The Land of Nobody

By Ilhaam Stoloff in collaboration with Brooke Auchincloss

Intention:

This body of work predominantly aims to use large scale macro photographic prints of the biological processes of particular materials which symbolize cultural colonisation.  Additional methodologies are mixed media and sculpture.

 

Idea:

Although endowed with layers of meaning, this exhibition sets out to interrogate two dominant and interrelated issues:

  • First, the phenomenology of the concept Terra Nulius or The Land of Nobody as the basis for cultural colonization.
  • Second, the notion of perception as a living tissue that is true until proven false.

 

Rationale:

Most of the concerns of the artwork were initially developed from the subjective experiences of Stoloff.  In 2000, Stoloff converted from Judaism to Islam. Living with a bi-discoursal identity prompted the realization that her innocent childhood aspiration to return to Israel to pick oranges on a kibbutz was founded on a one-sided understanding of reality.  This compelled Stoloff to begin working with the materials that symbolize her own subjective conflict, and to begin exploring the notion of the ‘land of milk and honey’.

When Stoloff met Auchincloss in 2013, an American artist living and working in South Africa since 2003, a dialogue began between the two artists about the notion of perception as truth.  A synergic process began between the two artists.  Their shared vision to take on the role of disturber through their art and their enthusiasm for the meaning production of the image led to further collaboration where they began to explore and capture the biological processes of additional materials that show perception as a living and evolving organism that reveals hidden stories over time.

Auchincloss and Stoloff’s aim is to confront the viewer with the emergence of a new truth in large-scale works like Life After Death where massive prints show human hair piercing through bubbling water and fermented orange juice crystallizing from the surrounding salt.   In the work, The Land of Nobody, images of yoghurt and honeycomb strips sink below lunar layers of combat-coloured furry mould, producing an undeniable transformation from a truthful illusion of richness, flawlessness, luxuriousness and desirability into another one of degeneration, disease, discomfort and uninhabitation.

The exhibition The Land of Nobody seeks to ask critical questions and disturb those whose true illusions remain unexamined.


### Problem to solve
Set down the data below exactly; pictures stay out.

======== Material to process ========

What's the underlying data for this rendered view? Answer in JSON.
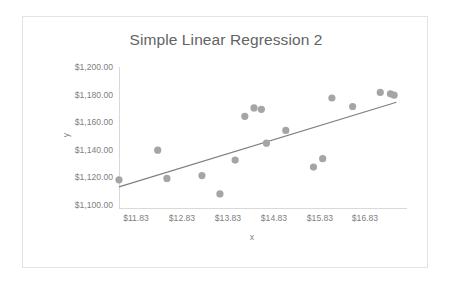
{
  "chart_data": {
    "type": "scatter",
    "title": "Simple Linear Regression 2",
    "xlabel": "x",
    "ylabel": "y",
    "xlim": [
      11.83,
      18.08
    ],
    "ylim": [
      1100,
      1200
    ],
    "grid": false,
    "legend": "none",
    "x_tick_labels": [
      "$11.83",
      "$12.83",
      "$13.83",
      "$14.83",
      "$15.83",
      "$16.83"
    ],
    "x_tick_values": [
      11.83,
      12.83,
      13.83,
      14.83,
      15.83,
      16.83
    ],
    "y_tick_labels": [
      "$1,100.00",
      "$1,120.00",
      "$1,140.00",
      "$1,160.00",
      "$1,180.00",
      "$1,200.00"
    ],
    "y_tick_values": [
      1100,
      1120,
      1140,
      1160,
      1180,
      1200
    ],
    "series": [
      {
        "name": "y",
        "marker": "circle",
        "color": "#a5a5a5",
        "points": [
          [
            11.83,
            1120
          ],
          [
            12.67,
            1141
          ],
          [
            12.87,
            1121
          ],
          [
            13.63,
            1123
          ],
          [
            14.02,
            1110
          ],
          [
            14.35,
            1134
          ],
          [
            14.56,
            1165
          ],
          [
            14.76,
            1171
          ],
          [
            14.92,
            1170
          ],
          [
            15.03,
            1146
          ],
          [
            15.45,
            1155
          ],
          [
            16.05,
            1129
          ],
          [
            16.25,
            1135
          ],
          [
            16.45,
            1178
          ],
          [
            16.9,
            1172
          ],
          [
            17.5,
            1182
          ],
          [
            17.72,
            1181
          ],
          [
            17.8,
            1180
          ]
        ]
      }
    ],
    "trendline": {
      "name": "Linear trendline",
      "color": "#808080",
      "x_start": 11.83,
      "y_start": 1115,
      "x_end": 17.85,
      "y_end": 1175
    }
  },
  "axes": {
    "x_title": "x",
    "y_title": "y"
  }
}
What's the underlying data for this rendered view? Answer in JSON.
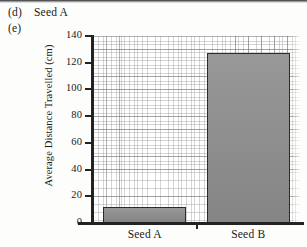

========

### Response area
What's the underlying data for this rendered view? Answer in JSON.
{
  "chart_data": {
    "type": "scatter",
    "title": "Simple Linear Regression 2",
    "xlabel": "x",
    "ylabel": "y",
    "xlim": [
      11.83,
      18.08
    ],
    "ylim": [
      1100,
      1200
    ],
    "grid": false,
    "legend": "none",
    "x_tick_labels": [
      "$11.83",
      "$12.83",
      "$13.83",
      "$14.83",
      "$15.83",
      "$16.83"
    ],
    "x_tick_values": [
      11.83,
      12.83,
      13.83,
      14.83,
      15.83,
      16.83
    ],
    "y_tick_labels": [
      "$1,100.00",
      "$1,120.00",
      "$1,140.00",
      "$1,160.00",
      "$1,180.00",
      "$1,200.00"
    ],
    "y_tick_values": [
      1100,
      1120,
      1140,
      1160,
      1180,
      1200
    ],
    "series": [
      {
        "name": "y",
        "marker": "circle",
        "color": "#a5a5a5",
        "points": [
          [
            11.83,
            1120
          ],
          [
            12.67,
            1141
          ],
          [
            12.87,
            1121
          ],
          [
            13.63,
            1123
          ],
          [
            14.02,
            1110
          ],
          [
            14.35,
            1134
          ],
          [
            14.56,
            1165
          ],
          [
            14.76,
            1171
          ],
          [
            14.92,
            1170
          ],
          [
            15.03,
            1146
          ],
          [
            15.45,
            1155
          ],
          [
            16.05,
            1129
          ],
          [
            16.25,
            1135
          ],
          [
            16.45,
            1178
          ],
          [
            16.9,
            1172
          ],
          [
            17.5,
            1182
          ],
          [
            17.72,
            1181
          ],
          [
            17.8,
            1180
          ]
        ]
      }
    ],
    "trendline": {
      "name": "Linear trendline",
      "color": "#808080",
      "x_start": 11.83,
      "y_start": 1115,
      "x_end": 17.85,
      "y_end": 1175
    }
  },
  "axes": {
    "x_title": "x",
    "y_title": "y"
  }
}
What's the underlying data for this rendered view? Answer in JSON.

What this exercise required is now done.